Thursday, December 3, 2009

Novels on the sly.

     Orwellian seems the best word to describe this paradox: a program whose chief product is culturally illiterate students actually calls itself a literacy program? It's not that the College Board people don't try to help students become more sophisticated readers; it's just that they have them read so very little.
     I taught at a school once where the football coach had the players spend lots of time visualizing the perfect block, the perfect tackle, and the perfectly-executed dive play. They didn't spend all that much time actually blocking, tackling, and running dive plays, but they knew the techniques. The end result was predictable: they lost with great regularity. 
     How will it be any different for my students if they read only one or two short novels a year; but--if I follow the instructional plan--they spend lots of time TP-CASTTing and  K-W-L-ing through song lyrics and movie reviews? Instead of meeting Steinbeck, London, Richter, and Orwell, my students would be framing movie shots  through notebook-paper camera lenses.
     So, what do my students do? They read the novels prescribed in the programs and they write about them. They write in journals and in essays; and I actually grade their work on the evidence of thoughtful reading. Then I sneak in a few more short novels and buy time by skipping pages in the SpringBoard book. I'm just lucky that the SpringBoard room police that I've heard about in other districts aren't walking the beat here.
     But it all feels so treasonous, sneaking in some Orwell here, a punctuation lesson there, and and essay or two over there.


DIRECTIONS: Where does the word "adaptive" appear in the entries below? Copy each line that holds it.

SUPPLIED DATA:
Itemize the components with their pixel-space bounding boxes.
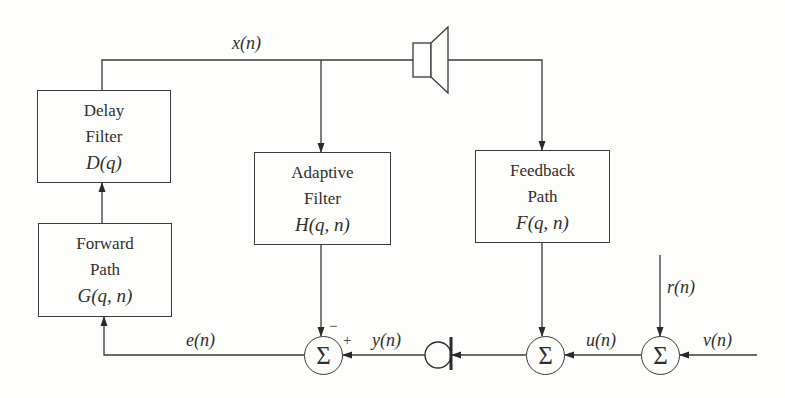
feedback-path-transfer-function: F(q, n) (516, 210, 569, 236)
forward-path-label-1: Forward (76, 231, 134, 257)
v-signal-label: v(n) (703, 330, 732, 351)
e-signal-label: e(n) (186, 330, 215, 351)
speaker-to-feedback-arrow (448, 60, 542, 150)
delay-filter-label-1: Delay (84, 98, 125, 124)
delay-filter-block: Delay Filter D(q) (37, 90, 171, 183)
delay-filter-transfer-function: D(q) (86, 150, 122, 176)
forward-path-transfer-function: G(q, n) (78, 283, 133, 309)
feedback-path-label-1: Feedback (510, 158, 575, 184)
summing-junction-1: Σ (304, 336, 343, 375)
loudspeaker-icon (413, 27, 448, 93)
sigma-symbol: Σ (316, 343, 331, 368)
x-signal-line (102, 60, 413, 90)
x-signal-label: x(n) (232, 33, 261, 54)
summing-junction-2: Σ (526, 336, 565, 375)
forward-path-label-2: Path (90, 257, 120, 283)
delay-filter-label-2: Filter (86, 124, 123, 150)
minus-sign: − (329, 318, 337, 335)
adaptive-filter-label-2: Filter (304, 186, 341, 212)
adaptive-filter-label-1: Adaptive (291, 160, 353, 186)
r-signal-label: r(n) (667, 277, 695, 298)
u-signal-label: u(n) (586, 330, 616, 351)
adaptive-filter-block: Adaptive Filter H(q, n) (254, 152, 391, 245)
plus-sign: + (343, 332, 351, 349)
sigma-symbol: Σ (653, 343, 668, 368)
summing-junction-3: Σ (641, 336, 680, 375)
adaptive-filter-transfer-function: H(q, n) (295, 212, 350, 238)
y-signal-label: y(n) (372, 330, 401, 351)
microphone-icon (425, 337, 451, 370)
forward-path-block: Forward Path G(q, n) (38, 223, 172, 317)
sigma-symbol: Σ (538, 343, 553, 368)
feedback-path-label-2: Path (527, 184, 557, 210)
feedback-path-block: Feedback Path F(q, n) (475, 150, 610, 243)
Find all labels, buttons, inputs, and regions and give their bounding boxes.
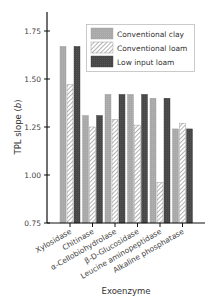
bar-chart: 0.751.001.251.501.75XylosidaseChitinaseα… (0, 0, 218, 306)
bar (150, 98, 156, 223)
bar (128, 94, 134, 223)
bar-group (173, 123, 193, 223)
bar (83, 115, 89, 223)
bar (187, 129, 193, 223)
bar (105, 94, 111, 223)
bar (157, 183, 163, 223)
legend: Conventional clayConventional loamLow in… (87, 25, 195, 72)
bar-group (150, 98, 170, 223)
x-axis-title: Exoenzyme (102, 286, 151, 296)
bar-group (83, 115, 103, 223)
legend-label: Conventional loam (117, 44, 187, 53)
bar (173, 129, 179, 223)
bar (164, 98, 170, 223)
y-axis-title: TPL slope (b) (13, 99, 23, 155)
bar (97, 115, 103, 223)
bar-group (128, 94, 148, 223)
y-tick-label: 1.50 (24, 75, 41, 84)
bar (60, 46, 66, 223)
legend-label: Low input loam (117, 58, 174, 67)
y-tick-label: 0.75 (24, 219, 41, 228)
bar-group (60, 46, 80, 223)
bar (135, 125, 141, 223)
legend-swatch (91, 56, 113, 67)
legend-swatch (91, 42, 113, 53)
bar (119, 94, 125, 223)
legend-swatch (91, 28, 113, 39)
bar (142, 94, 148, 223)
bar (67, 85, 73, 223)
bar (74, 46, 80, 223)
y-tick-label: 1.25 (24, 123, 41, 132)
bar (90, 127, 96, 223)
legend-item: Conventional loam (91, 42, 187, 53)
bar-group (105, 94, 125, 223)
legend-label: Conventional clay (117, 30, 185, 39)
legend-item: Conventional clay (91, 28, 185, 39)
bars-group (60, 46, 193, 223)
y-tick-label: 1.75 (24, 27, 41, 36)
bar (180, 123, 186, 223)
y-tick-label: 1.00 (24, 171, 41, 180)
bar (112, 119, 118, 223)
legend-item: Low input loam (91, 56, 174, 67)
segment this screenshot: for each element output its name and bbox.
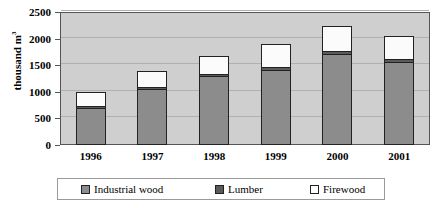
bar-segment-industrial-wood[interactable] — [76, 109, 106, 145]
bar-segment-firewood[interactable] — [137, 71, 167, 87]
bar-segment-firewood[interactable] — [322, 26, 352, 50]
x-axis-tick-label: 2000 — [327, 150, 349, 162]
bar-segment-industrial-wood[interactable] — [384, 63, 414, 145]
bar-group[interactable] — [245, 12, 307, 145]
stacked-bar[interactable] — [199, 56, 229, 145]
x-axis: 199619971998199920002001 — [60, 150, 430, 166]
y-axis-tick-label: 1500 — [29, 59, 51, 71]
legend-item-label: Firewood — [323, 183, 365, 195]
bar-group[interactable] — [183, 12, 245, 145]
x-axis-tick-label: 1997 — [142, 150, 164, 162]
bar-segment-industrial-wood[interactable] — [137, 90, 167, 145]
chart-legend: Industrial woodLumberFirewood — [57, 178, 385, 200]
y-axis-tick-label: 0 — [46, 139, 52, 151]
y-axis-tick-label: 2500 — [29, 6, 51, 18]
x-axis-tick-label: 1999 — [265, 150, 287, 162]
legend-item[interactable]: Industrial wood — [81, 182, 163, 196]
stacked-bar[interactable] — [76, 92, 106, 145]
y-axis-tick-label: 1000 — [29, 86, 51, 98]
x-axis-tick-label: 1996 — [80, 150, 102, 162]
bar-segment-firewood[interactable] — [384, 36, 414, 59]
stacked-bar[interactable] — [261, 44, 291, 145]
stacked-bar[interactable] — [137, 71, 167, 145]
industrial-wood-swatch — [81, 185, 90, 194]
bars-layer — [60, 12, 430, 145]
bar-segment-firewood[interactable] — [199, 56, 229, 74]
y-axis-tick-mark — [55, 145, 60, 146]
bar-segment-industrial-wood[interactable] — [322, 55, 352, 145]
x-axis-tick-label: 1998 — [203, 150, 225, 162]
bar-segment-industrial-wood[interactable] — [261, 71, 291, 145]
x-axis-tick-label: 2001 — [388, 150, 410, 162]
legend-item-label: Industrial wood — [94, 183, 163, 195]
gridline — [61, 10, 429, 11]
bar-segment-firewood[interactable] — [76, 92, 106, 106]
bar-group[interactable] — [307, 12, 369, 145]
bar-group[interactable] — [122, 12, 184, 145]
legend-item-label: Lumber — [228, 183, 263, 195]
bar-segment-firewood[interactable] — [261, 44, 291, 67]
legend-item[interactable]: Firewood — [310, 182, 365, 196]
bar-segment-industrial-wood[interactable] — [199, 77, 229, 145]
stacked-bar[interactable] — [322, 26, 352, 145]
bar-group[interactable] — [60, 12, 122, 145]
stacked-bar-chart: thousand m3 05001000150020002500 1996199… — [0, 0, 440, 208]
y-axis: 05001000150020002500 — [0, 0, 60, 158]
y-axis-tick-label: 2000 — [29, 33, 51, 45]
lumber-swatch — [215, 185, 224, 194]
y-axis-tick-label: 500 — [35, 112, 52, 124]
stacked-bar[interactable] — [384, 36, 414, 145]
firewood-swatch — [310, 185, 319, 194]
bar-group[interactable] — [368, 12, 430, 145]
legend-item[interactable]: Lumber — [215, 182, 263, 196]
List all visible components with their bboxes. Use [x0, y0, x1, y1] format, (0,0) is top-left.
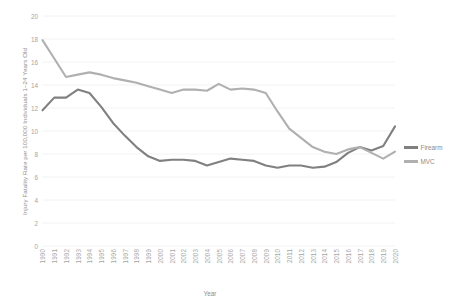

COMPLETED TASK:
adaptive-filter-label-2: Filter (304, 186, 341, 212)
adaptive-filter-label-1: Adaptive (291, 160, 353, 186)
adaptive-filter-block: Adaptive Filter H(q, n) (254, 152, 391, 245)
adaptive-filter-transfer-function: H(q, n) (295, 212, 350, 238)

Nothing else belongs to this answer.